Recently I visited one of the US's largest jails to interview female inmates for a filming project I was working on. It was one of the most horrifying and interesting experiences I have ever had.
Dallas County Jail, in Texas, is one of the largest detention facilities in the US with seven thousand inmates. In case you don’t know, Texas is one of the few states that still has the death penalty and it’s fair to say this is the tough face of American justice. The jail holds everyone from those accused of capital murder to people arrested for traffic violations.
From the outside, The Lew Sterret Justice Centre is just another any other anonymous office building, but inside it’s a very different story. It has an atmosphere that gets under your skin.
At the reception, humourless security guards looked over our paperwork and made us walk through the metal detectors machine. They jokingly tell us that it's for our own protection as inmates would try to use any items they had to hand as weapons. Next was a briefing on security. We will be face to face with people who have committed murder, rapists and child killers.
We start our tour at the male inmate isolation wing. Each cell has cold grey steel doors with an envelope opening. There is a stillness here and the quiet that made you concentrate on the noises that come from behind the doors. It reminded me of the cell, trainee cop Clarice Starling visited the serial killer Hannibal Lecter in the terrifying Silence of the Lambs film. Despite being fascinated, I pleaded with the guard to leave.
To tour the female wing of the jail, we were assigned a woman guard to show us around and try to keep us safe. She was in her 20s and took her job very seriously: her mantra was this is jail, it’s not supposed to be comfortable. Before Dallas, she had worked in Angola- the notorious maximum-security jail that houses death row prisoners.
Inmates were housed according to their security level: the more dangerous your crime, the tougher security. In one area we met with women who were housed in multiple- level jail detention area. Behind physical bars that were remotely controlled by guards. It was like finding yourself in some futuristic version of prison, fortress-like and impersonal. The steel bars and the lingering smell of food and humans living in close proximity lingered in the air.
Lots of the inmates wanted to tell their story; opening up about what brought them here.
From casual violence at home to drug dealer boyfriends to a road traffic accident that left a 5-year-old girl dead. They spoke about being addicted to drugs, their unhappy childhoods and their faith in God. Bizarrely, the women inmates we met told me that being the jail made them feel safe.
Others had their methods to survive the jail’s regime and violence. A pretty 20-something Hispanic girl told us she had people 'messing with her'. Her reaction was to use chill sauce packets hidden in socks as a weapon. Given the ever-present threats in the jail, it comes as no surprise that beds in the jail’s mental health facility are full with up to 1500 inmates needing psychiatric help daily.
On day 2, we moved on to meet female inmates held in the isolation cells. Prisoners are here if they are a danger to others or themselves. I stood in one empty cell: if you held your arms out, you could touch both sides of the cell walls. Guards told us that inmates would spend 23 hours in their cell and lights were permanently on.
One inmate agreed to talk to us. Once the guards released her from the cell and she sat down in front of us. She was a young black woman who explained that her mother was also involved in the crime but her court date meant she couldn’t go into detail. A first-timer, she came across as polite, bright and shell-shocked to find herself behind bars. Later I searched newspaper reports to find out more about the crime. The woman I met hours earlier was part of a family group that beat up a pregnant woman forcing her mother to miscarry. It remains on the worst crimes I have come across.
In other encounters with the women inmates, there was more of a relaxed atmosphere a bit like the fictional jail show, Orange is New Black. In the minimum security, the detention centre is built on a circle format, there were bunks where the women slept, and in the centre was a console where guards controlled everything: who comes in and out, lights out, showers and contact with rest of jail.
Everything is open and in plain sight, privacy not an option. Women showered in small open cubicles.
The women here were able to join general jail population classes. Subjects on offer range from bible classes, to art therapy and studying for a high school diploma. Some inmates choose to work in the jail’s kitchen. Here I met gang members, one woman who told me in hushed tones that she’d been raped by a guard, for others it felt like a good place to detox/ recover from bad boyfriends/ dysfunctional families and feel safe.
At the end of the visit, my head was full of the stories and people we’d met. The whole experience is a weird combination of female bonding and horror stories. Jail holds a fascination and its not something I will ever forget.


| EXERCISE GOAL |
The lines from the start of the records below through the line containing "Task: Click on the a: Post a job" are to be copied exactly, both ends included, with nothing added.

Pixel coordinate grounding data:

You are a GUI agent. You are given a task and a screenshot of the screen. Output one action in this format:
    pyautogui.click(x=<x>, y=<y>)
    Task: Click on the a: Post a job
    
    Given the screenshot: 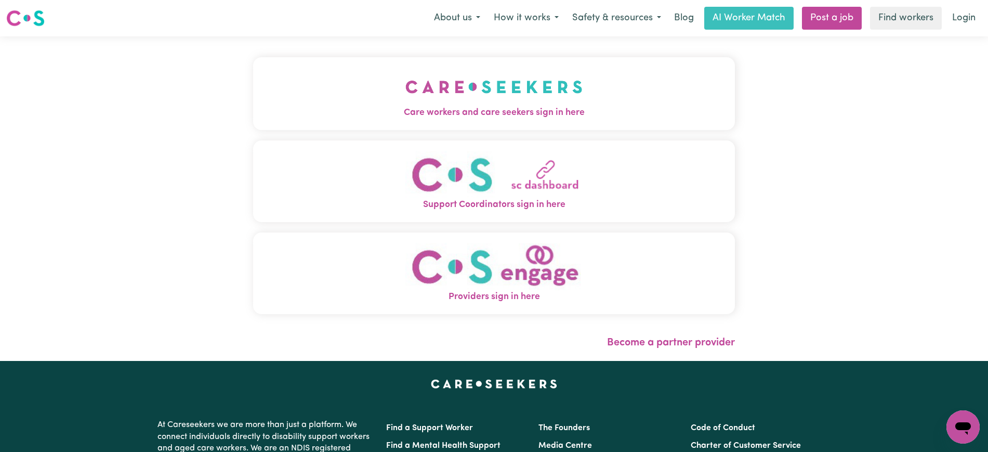 What is the action you would take?
    pyautogui.click(x=832, y=18)
    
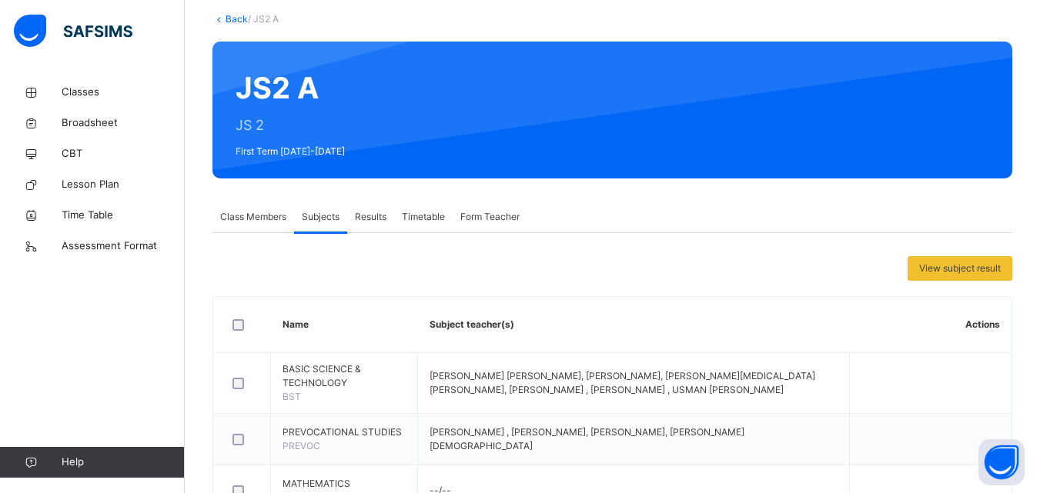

| PROBLEM SOLUTION |
You are a GUI agent. You are given a task and a screenshot of the screen. Output one action in this format:
    pyautogui.click(x=<x>, y=<y>)
    Task: Click on the a: Post a job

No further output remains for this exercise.